Joan of Arc. Yes, and a future century jeers at the White Lily.

Voltaire, the satyr of human intellect, writes "La Pucelle."

    At the Thing or Assembly at Viborg, the Danish nobles burn the

laws of the king. They flame up high, illuminating the period and

the lawgiver, and throw a glory into the dark prison tower, where an

old man is growing gray and bent. With his finger he marks out a

groove in the stone table. It is the popular king who sits there, once

the ruler of three kingdoms, the friend of the citizen and the

peasant. It is Christian the Second. Enemies wrote his history. Let us

remember his improvements of seven and twenty years, if we cannot

forget his crime.

    A ship sails away, quitting the Danish shores. A man leans against

the mast, casting a last glance towards the Island Hueen. It is

Tycho Brahe. He raised the name of Denmark to the stars, and was

rewarded with injury, loss and sorrow. He is going to a strange

country.

    "The vault of heaven is above me everywhere," he says, "and what

do I want more?"

    And away sails the famous Dane, the astronomer, to live honored

and free in a strange land.

    "Ay, free, if only from the unbearable sufferings of the body!"

comes in a sigh through time, and strikes upon our ear. What a

picture! Griffenfeldt, a Danish Prometheus, bound to the rocky

island of Munkholm.

    We are in America, on the margin of one of the largest rivers;

an innumerable crowd has gathered, for it is said that a ship is to

sail against the wind and weather, bidding defiance to the elements.

The man who thinks he can solve the problem is named Robert Fulton.

The ship begins its passage, but suddenly it stops. The crowd begins

to laugh and whistle and hiss- the very father of the man whistles

with the rest.

    "Conceit! Foolery!" is the cry. "It has happened just as he

deserved. Put the crack-brain under lock and key!"

    Then suddenly a little nail breaks, which had stopped the

machine for a few moments; and now the wheels turn again, the floats

break the force of the waters, and the ship continues its course;

and the beam of the steam engine shortens the distance between far

lands from hours into minutes.

    O human race, canst thou grasp the happiness of such a minute of

consciousness, this penetration of the soul by its mission, the moment

in which all dejection, and every wound- even those caused by one's

own fault- is changed into health and strength and clearness- when

discord is converted to harmony- the minute in which men seem to

recognize the manifestation of the heavenly grace in one man, and feel

how this one imparts it to all?

    Thus the thorny path of honor shows itself as a glory, surrounding

the earth with its beams.
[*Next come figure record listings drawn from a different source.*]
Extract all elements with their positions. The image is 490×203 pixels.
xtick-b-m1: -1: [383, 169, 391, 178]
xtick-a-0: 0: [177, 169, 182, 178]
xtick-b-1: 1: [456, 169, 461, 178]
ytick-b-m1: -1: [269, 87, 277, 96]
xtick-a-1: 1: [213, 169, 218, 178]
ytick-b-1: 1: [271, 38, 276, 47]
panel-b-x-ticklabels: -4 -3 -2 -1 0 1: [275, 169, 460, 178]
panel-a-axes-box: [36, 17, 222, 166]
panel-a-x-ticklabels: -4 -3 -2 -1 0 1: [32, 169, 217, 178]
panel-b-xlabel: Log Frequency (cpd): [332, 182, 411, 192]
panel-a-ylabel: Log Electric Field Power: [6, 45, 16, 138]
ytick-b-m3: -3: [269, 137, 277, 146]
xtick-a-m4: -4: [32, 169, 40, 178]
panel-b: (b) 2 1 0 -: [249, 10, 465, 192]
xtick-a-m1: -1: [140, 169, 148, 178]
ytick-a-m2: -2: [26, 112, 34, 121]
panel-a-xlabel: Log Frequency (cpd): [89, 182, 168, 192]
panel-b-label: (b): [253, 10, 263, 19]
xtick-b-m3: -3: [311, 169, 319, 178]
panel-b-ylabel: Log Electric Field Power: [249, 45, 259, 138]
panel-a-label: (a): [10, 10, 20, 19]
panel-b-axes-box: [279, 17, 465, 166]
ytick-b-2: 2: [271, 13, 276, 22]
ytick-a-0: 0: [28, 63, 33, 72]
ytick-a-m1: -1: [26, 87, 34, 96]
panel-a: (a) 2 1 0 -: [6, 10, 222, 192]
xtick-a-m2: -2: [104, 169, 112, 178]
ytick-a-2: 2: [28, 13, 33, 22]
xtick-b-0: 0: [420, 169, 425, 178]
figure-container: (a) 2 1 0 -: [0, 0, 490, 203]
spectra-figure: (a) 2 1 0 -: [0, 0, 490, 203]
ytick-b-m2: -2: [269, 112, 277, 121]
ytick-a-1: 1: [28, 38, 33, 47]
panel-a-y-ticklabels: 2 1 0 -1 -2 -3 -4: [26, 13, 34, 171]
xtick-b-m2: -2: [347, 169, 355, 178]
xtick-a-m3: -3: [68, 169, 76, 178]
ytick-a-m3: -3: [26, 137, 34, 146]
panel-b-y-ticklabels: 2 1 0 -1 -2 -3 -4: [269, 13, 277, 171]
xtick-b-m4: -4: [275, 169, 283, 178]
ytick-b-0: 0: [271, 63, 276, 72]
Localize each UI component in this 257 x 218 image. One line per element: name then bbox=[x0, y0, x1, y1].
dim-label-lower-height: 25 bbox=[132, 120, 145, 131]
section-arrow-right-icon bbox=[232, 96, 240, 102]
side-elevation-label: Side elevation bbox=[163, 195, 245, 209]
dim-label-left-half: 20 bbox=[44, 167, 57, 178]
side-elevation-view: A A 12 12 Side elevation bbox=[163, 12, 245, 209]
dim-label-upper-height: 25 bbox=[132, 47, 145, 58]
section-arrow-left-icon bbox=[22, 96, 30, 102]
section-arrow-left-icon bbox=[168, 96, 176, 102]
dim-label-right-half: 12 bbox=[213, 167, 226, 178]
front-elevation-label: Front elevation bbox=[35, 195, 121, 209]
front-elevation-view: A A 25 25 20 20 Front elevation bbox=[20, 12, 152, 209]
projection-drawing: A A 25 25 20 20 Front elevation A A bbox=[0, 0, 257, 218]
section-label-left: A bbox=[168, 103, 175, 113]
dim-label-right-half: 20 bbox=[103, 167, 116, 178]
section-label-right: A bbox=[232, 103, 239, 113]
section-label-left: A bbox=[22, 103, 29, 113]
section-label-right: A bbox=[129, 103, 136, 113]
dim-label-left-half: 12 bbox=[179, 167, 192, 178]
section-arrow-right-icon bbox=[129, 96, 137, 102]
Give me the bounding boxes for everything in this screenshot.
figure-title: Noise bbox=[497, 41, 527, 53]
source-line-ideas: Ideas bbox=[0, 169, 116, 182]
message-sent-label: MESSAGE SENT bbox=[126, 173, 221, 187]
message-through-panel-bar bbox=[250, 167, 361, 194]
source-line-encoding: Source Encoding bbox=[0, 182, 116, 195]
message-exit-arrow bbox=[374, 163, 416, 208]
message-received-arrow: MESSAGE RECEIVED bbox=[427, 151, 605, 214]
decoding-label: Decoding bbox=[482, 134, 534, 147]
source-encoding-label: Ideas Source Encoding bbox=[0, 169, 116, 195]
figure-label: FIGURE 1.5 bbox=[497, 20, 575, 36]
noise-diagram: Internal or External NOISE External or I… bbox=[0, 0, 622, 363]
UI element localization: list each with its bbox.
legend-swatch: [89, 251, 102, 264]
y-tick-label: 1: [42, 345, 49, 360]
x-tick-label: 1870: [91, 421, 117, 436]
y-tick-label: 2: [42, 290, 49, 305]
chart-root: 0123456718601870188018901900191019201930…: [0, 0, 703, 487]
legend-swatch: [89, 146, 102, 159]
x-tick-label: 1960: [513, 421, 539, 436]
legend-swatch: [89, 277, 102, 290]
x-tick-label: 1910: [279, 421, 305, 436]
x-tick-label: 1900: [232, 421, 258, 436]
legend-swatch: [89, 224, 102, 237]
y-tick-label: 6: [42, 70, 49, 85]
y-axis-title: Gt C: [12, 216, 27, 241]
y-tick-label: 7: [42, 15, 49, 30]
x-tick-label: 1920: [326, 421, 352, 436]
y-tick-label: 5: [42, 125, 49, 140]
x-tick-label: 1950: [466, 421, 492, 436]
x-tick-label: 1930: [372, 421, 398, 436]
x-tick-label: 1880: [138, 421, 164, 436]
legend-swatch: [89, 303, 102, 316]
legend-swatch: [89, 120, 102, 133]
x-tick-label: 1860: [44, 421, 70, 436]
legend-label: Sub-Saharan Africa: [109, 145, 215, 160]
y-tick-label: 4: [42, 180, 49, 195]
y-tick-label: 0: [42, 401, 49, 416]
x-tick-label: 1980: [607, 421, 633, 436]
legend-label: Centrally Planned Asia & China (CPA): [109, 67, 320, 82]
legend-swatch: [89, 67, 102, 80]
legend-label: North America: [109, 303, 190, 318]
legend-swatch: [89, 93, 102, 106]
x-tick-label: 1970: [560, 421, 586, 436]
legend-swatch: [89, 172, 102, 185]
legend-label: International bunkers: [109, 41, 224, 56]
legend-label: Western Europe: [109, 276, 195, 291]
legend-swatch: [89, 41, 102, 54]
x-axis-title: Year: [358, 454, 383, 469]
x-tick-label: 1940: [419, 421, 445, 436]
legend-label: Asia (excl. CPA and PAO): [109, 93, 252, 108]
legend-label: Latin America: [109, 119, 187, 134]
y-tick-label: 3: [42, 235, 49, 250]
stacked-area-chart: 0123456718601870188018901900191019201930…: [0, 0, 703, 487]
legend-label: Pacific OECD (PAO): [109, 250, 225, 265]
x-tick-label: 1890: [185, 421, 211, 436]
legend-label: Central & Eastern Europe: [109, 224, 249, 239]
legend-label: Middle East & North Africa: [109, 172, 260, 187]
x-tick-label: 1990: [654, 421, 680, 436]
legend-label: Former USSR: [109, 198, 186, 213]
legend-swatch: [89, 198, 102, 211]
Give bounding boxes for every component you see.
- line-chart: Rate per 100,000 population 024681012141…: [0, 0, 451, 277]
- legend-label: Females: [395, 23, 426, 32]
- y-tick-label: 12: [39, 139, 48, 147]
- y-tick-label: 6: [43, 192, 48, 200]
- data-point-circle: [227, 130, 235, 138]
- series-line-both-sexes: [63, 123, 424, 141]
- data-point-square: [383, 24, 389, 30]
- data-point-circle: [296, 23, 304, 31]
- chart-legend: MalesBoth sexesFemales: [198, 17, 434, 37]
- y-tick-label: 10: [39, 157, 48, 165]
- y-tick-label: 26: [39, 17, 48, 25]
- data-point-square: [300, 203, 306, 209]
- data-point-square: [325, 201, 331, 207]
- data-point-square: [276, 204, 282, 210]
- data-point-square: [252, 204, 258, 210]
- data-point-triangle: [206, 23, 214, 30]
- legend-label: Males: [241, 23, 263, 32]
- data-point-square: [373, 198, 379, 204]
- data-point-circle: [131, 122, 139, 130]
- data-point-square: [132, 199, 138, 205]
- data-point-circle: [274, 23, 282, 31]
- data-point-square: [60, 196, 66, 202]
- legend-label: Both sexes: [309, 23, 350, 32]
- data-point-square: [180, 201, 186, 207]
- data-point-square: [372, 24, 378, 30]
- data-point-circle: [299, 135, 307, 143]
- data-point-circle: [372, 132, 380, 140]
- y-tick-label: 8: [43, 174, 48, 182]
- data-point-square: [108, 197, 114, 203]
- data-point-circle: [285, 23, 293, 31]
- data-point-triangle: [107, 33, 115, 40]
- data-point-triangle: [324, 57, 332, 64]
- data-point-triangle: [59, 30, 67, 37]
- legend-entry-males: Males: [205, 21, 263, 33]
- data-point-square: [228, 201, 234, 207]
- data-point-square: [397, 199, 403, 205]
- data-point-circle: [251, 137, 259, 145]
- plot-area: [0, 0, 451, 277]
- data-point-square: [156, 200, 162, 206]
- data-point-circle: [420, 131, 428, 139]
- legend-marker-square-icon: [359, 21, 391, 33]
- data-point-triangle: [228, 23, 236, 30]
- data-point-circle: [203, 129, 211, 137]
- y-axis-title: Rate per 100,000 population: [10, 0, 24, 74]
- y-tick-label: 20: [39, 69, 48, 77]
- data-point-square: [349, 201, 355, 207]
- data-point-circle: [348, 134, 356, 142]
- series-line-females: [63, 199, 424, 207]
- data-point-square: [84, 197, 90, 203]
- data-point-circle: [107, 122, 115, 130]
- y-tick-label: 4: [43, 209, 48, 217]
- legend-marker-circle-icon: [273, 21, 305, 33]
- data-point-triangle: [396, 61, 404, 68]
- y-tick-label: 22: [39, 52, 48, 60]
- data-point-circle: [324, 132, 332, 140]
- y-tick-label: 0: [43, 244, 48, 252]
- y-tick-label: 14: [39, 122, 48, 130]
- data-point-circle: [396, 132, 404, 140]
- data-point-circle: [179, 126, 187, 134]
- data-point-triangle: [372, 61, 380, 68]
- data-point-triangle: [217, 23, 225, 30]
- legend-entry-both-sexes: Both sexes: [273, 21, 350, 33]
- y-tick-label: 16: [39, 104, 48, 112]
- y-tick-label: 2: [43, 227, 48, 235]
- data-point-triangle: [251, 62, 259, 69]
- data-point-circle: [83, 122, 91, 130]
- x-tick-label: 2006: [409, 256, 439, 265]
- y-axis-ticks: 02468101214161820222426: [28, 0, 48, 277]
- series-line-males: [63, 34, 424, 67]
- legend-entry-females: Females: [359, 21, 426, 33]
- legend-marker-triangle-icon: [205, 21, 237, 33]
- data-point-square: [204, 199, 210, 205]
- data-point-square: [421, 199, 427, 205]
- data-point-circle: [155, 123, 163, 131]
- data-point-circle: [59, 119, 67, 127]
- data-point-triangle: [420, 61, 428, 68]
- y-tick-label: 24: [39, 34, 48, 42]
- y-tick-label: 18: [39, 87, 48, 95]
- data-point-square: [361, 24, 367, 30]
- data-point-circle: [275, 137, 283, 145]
Thrice happy he who is chosen to be a

wanderer there, and, without merit of his own, to be placed between

the builder of the bridge and the earth- between Providence and the

human race.

    On mighty wings the spirit of history floats through the ages, and

shows- giving courage and comfort, and awakening gentle thoughts- on

the dark nightly background, but in gleaming pictures, the thorny path

of honor, which does not, like a fairy tale, end in brilliancy and joy

here on earth, but stretches out beyond all time, even into eternity!